Public Relations for Potentially Dangerous Products

For public relations practitioners, positioning their client’s product or service to the public as a must-have is often challenging. This is particularly true if the client is offering a service or product that is potentially harmful. The New York Times recently published an article, A Safety Kink in Hair Relaxing, which examined whether the popular Brazilian Blowout treatment was dangerous because it contains low levels of formaldehyde, a cancer-causing agent if present in high levels. The article made me wonder how PR practitioners develop a communications plans to promote a client’s potentially hazardous product. From the article, it seems that convincing the public to purchase a potentially hazardous product, like the Brazilian Blowout, requires a public relations plan centered on image rather than down-playing the dangers of the product.

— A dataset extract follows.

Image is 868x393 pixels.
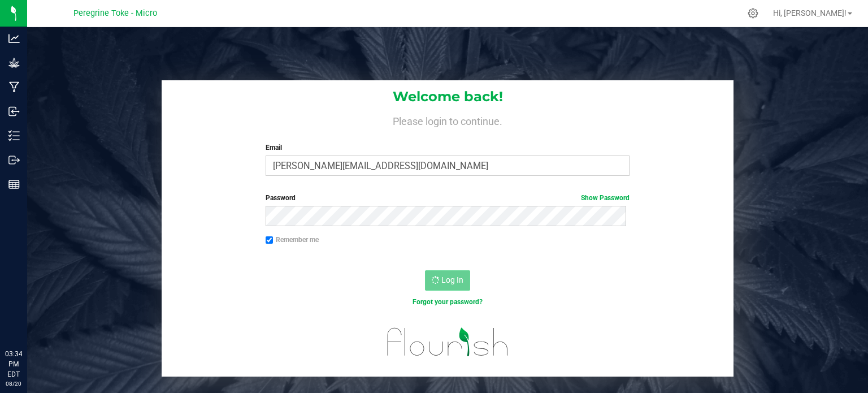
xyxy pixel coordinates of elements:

As PR practitioners in training, we are constantly reminded that our job is not to spin, but to present an honest image of our client’s product or service, in hopes that honesty translates to customer loyalty. While journalist Terry Pristin cited in his article that one stylist stopped offering the treatment because of its potential dangers, other stylists claimed that the demand and profits from the service was too great to lose. What is surprising is not that the stylists offered the service after reports surfaced that it contained the carcinogen formaldehyde, but that their clients still requested the treatment. Why would people knowingly put themselves at risk? In one word: image.

Perhaps looking at the way PR practitioners present other harmful products will better illustrate this point. Take cigarette companies, for example. Although any media promoting the product must legally let the public know the product is harmful, cigarette companies still earn millions each year. How are they able to do so, even after numerous studies on the dangers of tobacco? They present smoking as a cool thing that independent people do. By presenting the product as representative of a type of lifestyle or image (i.e. an independent person or in the Brazilian Blowout case an attractive person) some people will overlook the dangers of the product, just to attain an image society deems attractive.

While it is up to the individual to decide whether they will use a potentially harmful product, is it ethical for public relations practitioners to advocate the use of such products? Would you represent a client with a potentially dangerous product?